Johannes, I'm glad you mentioned the Texas experience because I've seen 
nothing else like it. I think the cities are around 400 miles apart, and
the rest is unbelievably emptied. But then I remember reading Baudrillard 
on the emptiness of America and finding myself angry, since he assumed 
that the desert is blank or void, ignoring the fact it's been home to 
Native Americans and wildlife, that it was cultural, responds culturally, 
just as much as 'comforting' cities might. It reminds me also of Herzog's 
notion of the jungle which was also home and inhabited and cultural / 
political, not a brutal or 'seething' nature. My words. Texas is 
disruptive too because of the nature of the cities - I remember Marlis 
Schmidt who was from Midland, an odd oil city rising out of nothing, 
descending into nothing. I wonder if the Sahara is like that.

I did read Sandy's essay in Chatzichristodoulou's book which I could never 
afford, but Sandy sent me a copy, and Yes!

So I just wrote John Cayley about seeing him in Providence and the news 
came on about another John Cayley who just got charged for reckless 
truck driving which killed a police officer. Strange.

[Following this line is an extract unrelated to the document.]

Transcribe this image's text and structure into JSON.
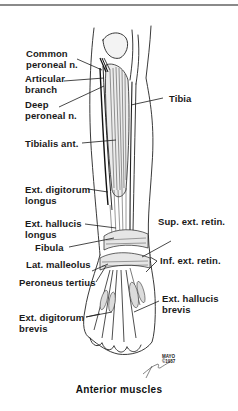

Anyway. If I barely replied, I probably did so under a stress medication - 
I've been trying to go to sleep around midnight because of our current 
stress of things, and Azure has to get up at 6:15 to get to work as a 
part-time teaching assistant (there's a hiring freeze for full-tine 
teachers here). So at 4:15 I may not have been all there, I probably woke 
out of a nightmare (today's was about the Vietnam War).